Two Centuries of English Language Teaching and Learning in Spain

Two Centuries of English Language Teaching and Learning in Spain

1769-1970

This book provides an exhaustive historical account of how the English language was taught and learnt in Spain over two centuries. Since its origins back in 1769 with the publication of San Joaquín de Pedro's 'Gramática inglesa' until 1970, a key year in European and World affairs. A period of time ample enough to accurately gauge the impact of this social phenomenon against the backdrop of social and political unrest which looms over the whole period but also with scientific breakthroughs that shaped our modern world. The history of ELT runs parallel to those events adopting diffferent mainstrem trends ranging from the Traditional or Latin-like approach to foreign language teaching to the so-called Grammar-Translation Method and the Direct or Oral Method. However, special attention is also given to 'minor' trends such as Ecclecticism which constantly overlaps the mainstream trends.
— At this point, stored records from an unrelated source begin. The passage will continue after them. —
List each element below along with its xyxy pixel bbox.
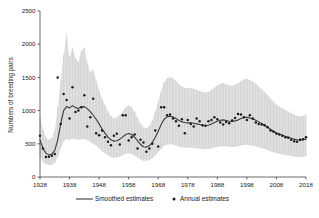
annual-estimate-point [278,133,281,136]
annual-estimate-point [219,121,222,124]
annual-estimate-point [42,147,45,150]
annual-estimate-point [201,124,204,127]
annual-estimate-point [124,114,127,117]
legend-label-smoothed: Smoothed estimates [95,195,153,202]
annual-estimate-point [119,143,122,146]
x-tick-label: 1988 [210,181,224,188]
annual-estimate-point [263,124,266,127]
annual-estimate-point [275,133,278,136]
confidence-band-group [40,34,306,165]
annual-estimate-point [210,119,213,122]
annual-estimate-point [56,76,59,79]
annual-estimate-point [45,156,48,159]
legend-label-annual: Annual estimates [180,195,229,202]
annual-estimate-point [284,136,287,139]
annual-estimate-point [169,113,172,116]
annual-estimate-point [80,106,83,109]
annual-estimate-point [101,129,104,132]
annual-estimate-point [175,120,178,123]
annual-estimate-point [86,125,89,128]
annual-estimate-point [145,151,148,154]
x-tick-label: 2008 [270,181,284,188]
annual-estimate-point [305,136,308,139]
annual-estimate-point [148,147,151,150]
annual-estimate-point [243,116,246,119]
annual-estimate-point [142,141,145,144]
annual-estimate-point [228,122,231,125]
annual-estimate-point [195,117,198,120]
annual-estimate-point [249,114,252,117]
annual-estimate-point [302,138,305,141]
annual-estimate-point [116,133,119,136]
annual-estimate-point [266,126,269,129]
x-tick-label: 1998 [240,181,254,188]
annual-estimate-point [260,123,263,126]
annual-estimate-point [160,106,163,109]
annual-estimate-point [192,125,195,128]
annual-estimate-point [287,137,290,140]
x-tick-label: 1958 [122,181,136,188]
annual-estimate-point [122,114,125,117]
x-tick-label: 1968 [151,181,165,188]
annual-estimate-point [151,143,154,146]
annual-estimate-point [48,156,51,159]
annual-estimate-point [198,120,201,123]
annual-estimate-point [184,132,187,135]
annual-estimate-point [272,131,275,134]
annual-estimate-point [252,117,255,120]
annual-estimate-point [225,121,228,124]
y-tick-labels: 05001000150020002500 [22,7,36,180]
annual-estimate-point [154,129,157,132]
annual-estimate-point [237,113,240,116]
annual-estimate-point [62,93,65,96]
annual-estimate-point [51,155,54,158]
annual-estimate-point [113,135,116,138]
annual-estimate-point [240,113,243,116]
annual-estimate-point [136,147,139,150]
x-tick-label: 1928 [33,181,47,188]
annual-estimate-point [189,123,192,126]
annual-estimate-point [104,136,107,139]
annual-estimate-point [178,125,181,128]
annual-estimate-point [204,125,207,128]
annual-estimate-point [139,139,142,142]
x-tick-labels: 1928193819481958196819781988199820082018 [33,181,313,188]
annual-estimate-point [296,141,299,144]
legend-point-swatch [173,198,176,201]
y-axis-title: Numbers of breeding pairs [7,57,15,132]
chart-container: 05001000150020002500 1928193819481958196… [0,0,319,218]
y-tick-label: 2000 [22,40,36,47]
annual-estimate-point [77,109,80,112]
annual-estimate-point [293,140,296,143]
annual-estimate-point [59,123,62,126]
annual-estimate-point [68,117,71,120]
annual-estimate-point [213,116,216,119]
annual-estimate-point [234,117,237,120]
annual-estimate-point [281,135,284,138]
annual-estimate-point [89,116,92,119]
annual-estimate-point [133,133,136,136]
x-tick-label: 2018 [299,181,313,188]
annual-estimate-point [231,119,234,122]
chart-legend: Smoothed estimates Annual estimates [76,195,229,202]
annual-estimate-point [71,86,74,89]
annual-estimate-point [187,119,190,122]
annual-estimate-point [107,141,110,144]
y-tick-label: 0 [32,173,36,180]
y-tick-label: 500 [25,140,36,147]
annual-estimate-point [163,106,166,109]
x-tick-label: 1978 [181,181,195,188]
x-tick-label: 1938 [63,181,77,188]
annual-estimate-point [127,139,130,142]
annual-estimate-point [299,139,302,142]
annual-estimate-point [83,94,86,97]
annual-estimate-point [207,120,210,123]
annual-estimate-point [222,123,225,126]
annual-estimate-point [110,144,113,147]
annual-estimate-point [257,123,260,126]
annual-estimate-point [216,118,219,121]
y-tick-label: 1000 [22,107,36,114]
annual-estimate-point [166,114,169,117]
annual-estimate-point [157,145,160,148]
annual-estimate-point [246,119,249,122]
This book is the first to take a close look at how the English language was taught and learnt in Spain for a two-century period when the French language was the Spaniard's first choice when it came to learning a foreign language.
  • Cover
  • Table of Contents
  • Acknowledgements
  • Introduction: The historiography of FLT
    • The significance of the historiography of foreign language teaching
    • Approaches
    • Publications on the history of foreign language teaching in Spain
    • The historiography of ELT in Spain: A retrospective
    • Methodology of the present work
  • 1. The inception of ELT in Spain (1769-1850)
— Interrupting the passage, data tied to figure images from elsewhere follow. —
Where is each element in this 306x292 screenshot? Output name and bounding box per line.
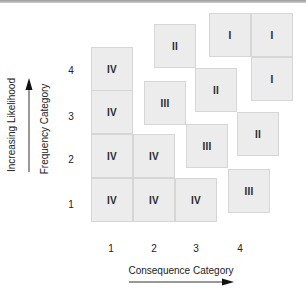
x-axis-arrow-icon xyxy=(0,0,306,292)
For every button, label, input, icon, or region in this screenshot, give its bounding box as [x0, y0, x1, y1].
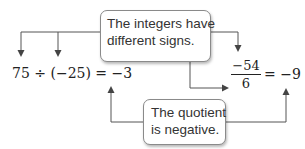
fraction-result: = −9 — [264, 66, 301, 82]
fraction: −54 6 — [231, 58, 261, 91]
arrow-to-neg3 — [108, 86, 144, 122]
arrow-to-neg25 — [55, 32, 62, 57]
arrow-to-6 — [190, 62, 229, 92]
callout-top-line2: different signs. — [107, 32, 204, 49]
arrow-to-neg9 — [225, 88, 290, 122]
callout-bottom-line1: The quotient — [151, 104, 218, 121]
callout-different-signs: The integers have different signs. — [100, 10, 211, 62]
fraction-numerator: −54 — [231, 58, 261, 75]
arrow-to-neg54 — [210, 32, 242, 52]
callout-bottom-line2: is negative. — [151, 121, 218, 138]
callout-top-line1: The integers have — [107, 15, 204, 32]
division-expression: 75 ÷ (−25) = −3 — [12, 65, 132, 81]
fraction-denominator: 6 — [231, 75, 261, 91]
callout-quotient-negative: The quotient is negative. — [143, 99, 226, 145]
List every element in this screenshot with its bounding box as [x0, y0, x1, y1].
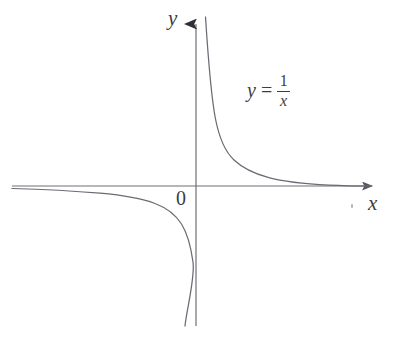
equation-fraction: 1 x	[277, 73, 290, 110]
fraction-numerator: 1	[278, 73, 290, 91]
equation-annotation: y = 1 x	[247, 72, 290, 109]
fraction-denominator: x	[278, 92, 289, 110]
y-axis-label: y	[168, 8, 177, 29]
plot-canvas	[0, 0, 403, 343]
curve-branch-negative	[12, 189, 193, 327]
x-axis-label: x	[368, 193, 377, 214]
scan-speck-artifact	[351, 204, 353, 208]
function-graph-figure: y x 0 y = 1 x	[0, 0, 403, 343]
equation-equals-sign: =	[261, 80, 272, 100]
equation-lhs: y	[247, 80, 256, 100]
origin-label: 0	[176, 188, 186, 208]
    • 1.1. Political and socio-cultural framework
    • 1.2. The socio-cultural context
    • 1.3. European FLT framework.
    • 1.4. The origins of ELT in Spain: where and how
    • 1.5. Conclusion
  • 2. ELT in Spain (1850-1910), further development
    • 2.1. Introduction
    • 2.2. Spain
    • 2.3. Conclusion
  • 3. ELT in Spain between 1910 and 1970
    • 3.1. Introduction
    • 3.2. The new actors in ELT: Britain and the USA
    • 3.3. Europe and Spain in the 1950s and 1960s: So close and so far away
    • 3.4. The Spanish tradition
    • 3.5. ELT in Spain between 1910 and 1970: The private sector
    • 3.6. Overview of English manuals in Spain between 1910 and 1970
    • 3.7. Teaching English beyond manuals: the exceptional cases of Juan Carrión and Patricia Shaw Fairman
    • 3.8. Conclusion
  • Appendix I
  • Appendix II
  • Author biography
  • Index
  • List of Figures
    • Table 1: English manuals published in Spain between 1769 and 1899.
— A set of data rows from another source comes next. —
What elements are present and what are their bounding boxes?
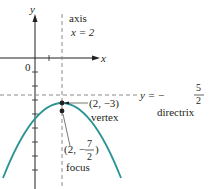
origin-label: 0 — [25, 61, 31, 73]
x-axis-arrow-icon — [92, 56, 100, 61]
vertex-label: vertex — [91, 111, 119, 123]
axis-label: axis — [69, 12, 87, 24]
focus-point — [60, 109, 65, 114]
parabola-diagram: y x 0 axis x = 2 y = − 5 2 directrix (2,… — [0, 0, 210, 189]
y-axis-arrow-icon — [33, 14, 38, 22]
directrix-label: directrix — [157, 106, 195, 118]
y-axis — [32, 14, 38, 189]
directrix-numerator: 5 — [196, 82, 201, 93]
focus-numerator: 7 — [87, 138, 92, 149]
focus-coords-suffix: ) — [95, 143, 99, 156]
directrix-equation: y = − — [139, 89, 165, 101]
vertex-point — [60, 101, 65, 106]
y-axis-label: y — [29, 3, 35, 15]
vertex-coords: (2, −3) — [89, 97, 119, 110]
focus-label: focus — [66, 161, 90, 173]
directrix-denominator: 2 — [196, 95, 201, 106]
axis-equation: x = 2 — [70, 26, 95, 38]
x-axis-label: x — [100, 52, 106, 64]
focus-coords-prefix: (2, − — [64, 143, 85, 156]
x-axis — [0, 55, 100, 61]
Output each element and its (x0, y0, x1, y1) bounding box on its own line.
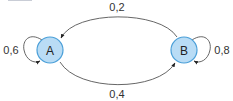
node-a: A (37, 37, 63, 63)
self-loop-label-b: 0,8 (214, 44, 229, 56)
self-loop-label-a: 0,6 (3, 44, 18, 56)
edge-label-b-to-a: 0,2 (109, 1, 124, 13)
node-b-label: B (180, 44, 188, 58)
self-loop-b: 0,8 (192, 37, 230, 62)
node-a-label: A (46, 44, 54, 58)
edge-label-a-to-b: 0,4 (109, 88, 124, 100)
edge-b-to-a: 0,2 (61, 1, 177, 38)
edge-a-to-b: 0,4 (60, 62, 175, 100)
node-b: B (171, 37, 197, 63)
markov-diagram: 0,2 0,4 0,6 0,8 A B (0, 0, 233, 101)
self-loop-a: 0,6 (3, 37, 42, 62)
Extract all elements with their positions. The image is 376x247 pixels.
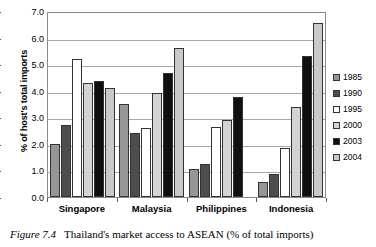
bar-indonesia-2004[interactable] xyxy=(313,23,323,197)
caption-text: Thailand's market access to ASEAN (% of … xyxy=(64,228,313,240)
category-tick-mark xyxy=(187,198,188,202)
x-axis-category-labels: SingaporeMalaysiaPhilippinesIndonesia xyxy=(47,203,326,214)
category-tick-mark xyxy=(47,198,48,202)
y-tick-mark xyxy=(0,12,1,13)
y-tick-label: 0.0 xyxy=(18,193,44,203)
y-tick-mark xyxy=(0,198,1,199)
legend-label: 1985 xyxy=(343,73,362,82)
legend-item-1985[interactable]: 1985 xyxy=(333,69,376,85)
bar-singapore-2003[interactable] xyxy=(94,81,104,197)
legend-item-1995[interactable]: 1995 xyxy=(333,101,376,117)
plot-area xyxy=(47,12,326,198)
bar-indonesia-1990[interactable] xyxy=(269,174,279,197)
legend-item-2004[interactable]: 2004 xyxy=(333,149,376,165)
bar-group-singapore xyxy=(48,13,117,197)
bar-groups xyxy=(48,13,325,197)
bar-indonesia-2003[interactable] xyxy=(302,56,312,197)
bar-malaysia-2000[interactable] xyxy=(152,93,162,197)
y-tick-mark xyxy=(0,118,1,119)
y-tick-label: 4.0 xyxy=(18,87,44,97)
bar-philippines-2000[interactable] xyxy=(222,120,232,197)
bar-singapore-2004[interactable] xyxy=(105,88,115,197)
legend-label: 1990 xyxy=(343,89,362,98)
y-tick-label: 5.0 xyxy=(18,60,44,70)
bar-indonesia-1985[interactable] xyxy=(258,182,268,197)
y-axis-tick-marks xyxy=(0,12,1,198)
bar-singapore-1995[interactable] xyxy=(72,59,82,197)
legend-label: 1995 xyxy=(343,105,362,114)
category-tick-mark xyxy=(117,198,118,202)
y-tick-mark xyxy=(0,39,1,40)
bar-singapore-1985[interactable] xyxy=(50,144,60,197)
legend-item-1990[interactable]: 1990 xyxy=(333,85,376,101)
legend-swatch-icon xyxy=(333,122,340,129)
bar-group-philippines xyxy=(187,13,256,197)
bar-malaysia-2003[interactable] xyxy=(163,73,173,197)
bar-philippines-1985[interactable] xyxy=(189,169,199,197)
y-tick-mark xyxy=(0,171,1,172)
y-tick-label: 3.0 xyxy=(18,113,44,123)
y-tick-mark xyxy=(0,145,1,146)
bar-singapore-1990[interactable] xyxy=(61,125,71,197)
category-tick-mark xyxy=(256,198,257,202)
legend: 198519901995200020032004 xyxy=(333,69,376,165)
x-label-philippines: Philippines xyxy=(187,203,257,214)
bar-group-indonesia xyxy=(256,13,325,197)
bar-malaysia-2004[interactable] xyxy=(174,48,184,197)
bar-singapore-2000[interactable] xyxy=(83,83,93,197)
bar-malaysia-1985[interactable] xyxy=(119,104,129,197)
bar-malaysia-1995[interactable] xyxy=(141,128,151,197)
legend-label: 2004 xyxy=(343,153,362,162)
legend-swatch-icon xyxy=(333,74,340,81)
category-tick-mark xyxy=(326,198,327,202)
bar-indonesia-2000[interactable] xyxy=(291,107,301,197)
bar-group-malaysia xyxy=(117,13,186,197)
bar-philippines-1995[interactable] xyxy=(211,127,221,197)
bar-philippines-1990[interactable] xyxy=(200,164,210,197)
legend-item-2000[interactable]: 2000 xyxy=(333,117,376,133)
bar-philippines-2003[interactable] xyxy=(233,97,243,197)
legend-label: 2003 xyxy=(343,137,362,146)
figure-number: Figure 7.4 xyxy=(10,228,56,240)
y-tick-mark xyxy=(0,65,1,66)
figure-caption: Figure 7.4Thailand's market access to AS… xyxy=(10,228,376,240)
legend-item-2003[interactable]: 2003 xyxy=(333,133,376,149)
y-axis-tick-labels: 7.06.05.04.03.02.01.00.0 xyxy=(18,6,44,202)
bar-indonesia-1995[interactable] xyxy=(280,148,290,197)
x-label-indonesia: Indonesia xyxy=(256,203,326,214)
bar-malaysia-1990[interactable] xyxy=(130,133,140,197)
x-label-malaysia: Malaysia xyxy=(117,203,187,214)
y-tick-label: 6.0 xyxy=(18,34,44,44)
y-tick-label: 2.0 xyxy=(18,140,44,150)
legend-swatch-icon xyxy=(333,138,340,145)
y-tick-mark xyxy=(0,92,1,93)
legend-label: 2000 xyxy=(343,121,362,130)
legend-swatch-icon xyxy=(333,106,340,113)
x-label-singapore: Singapore xyxy=(47,203,117,214)
y-tick-label: 7.0 xyxy=(18,7,44,17)
legend-swatch-icon xyxy=(333,90,340,97)
legend-swatch-icon xyxy=(333,154,340,161)
y-tick-label: 1.0 xyxy=(18,166,44,176)
figure-container: % of host's total imports 7.06.05.04.03.… xyxy=(0,0,376,247)
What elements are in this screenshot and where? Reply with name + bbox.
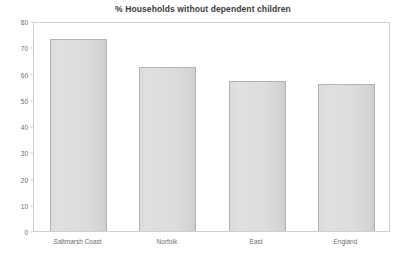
bar-chart: % Households without dependent children … — [0, 0, 406, 267]
y-axis-tick-label: 0 — [24, 229, 28, 236]
plot-inner — [34, 23, 389, 231]
bar[interactable] — [50, 39, 107, 231]
bar-slot — [318, 23, 375, 231]
bar[interactable] — [139, 67, 196, 231]
bar-slot — [139, 23, 196, 231]
x-axis-tick-label: East — [250, 238, 263, 245]
y-axis-tick-label: 60 — [21, 71, 28, 78]
y-axis-tick-label: 70 — [21, 45, 28, 52]
bar-slot — [50, 23, 107, 231]
y-axis-tick-label: 40 — [21, 124, 28, 131]
y-axis-tick-label: 30 — [21, 150, 28, 157]
x-axis-tick-label: England — [333, 238, 357, 245]
y-axis-tick-label: 10 — [21, 202, 28, 209]
bar-slot — [229, 23, 286, 231]
y-axis-tick-label: 50 — [21, 97, 28, 104]
y-axis-tick-label: 80 — [21, 19, 28, 26]
bar[interactable] — [318, 84, 375, 231]
chart-title: % Households without dependent children — [0, 4, 406, 14]
x-axis: Saltmarsh CoastNorfolkEastEngland — [33, 234, 390, 252]
y-axis: 01020304050607080 — [0, 22, 33, 232]
bar[interactable] — [229, 81, 286, 231]
x-axis-tick-label: Saltmarsh Coast — [54, 238, 102, 245]
x-axis-tick-label: Norfolk — [157, 238, 178, 245]
y-axis-tick-label: 20 — [21, 176, 28, 183]
plot-area — [33, 22, 390, 232]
    • Table 2: English manuals published in Spain between 1900 and 1970.
    • Figure 1: Extract from Henry Mac Veigh’s Curso de inglés.
    • Figure 2: Extract from John Shaw’s Curso de ingles.
    • Figure 3: Extract from Eduardo Benot’s English course.
    • Figure 4: Extract from Arturo Cuyàs’s bidirectional bilingual English-Spanish dictionary.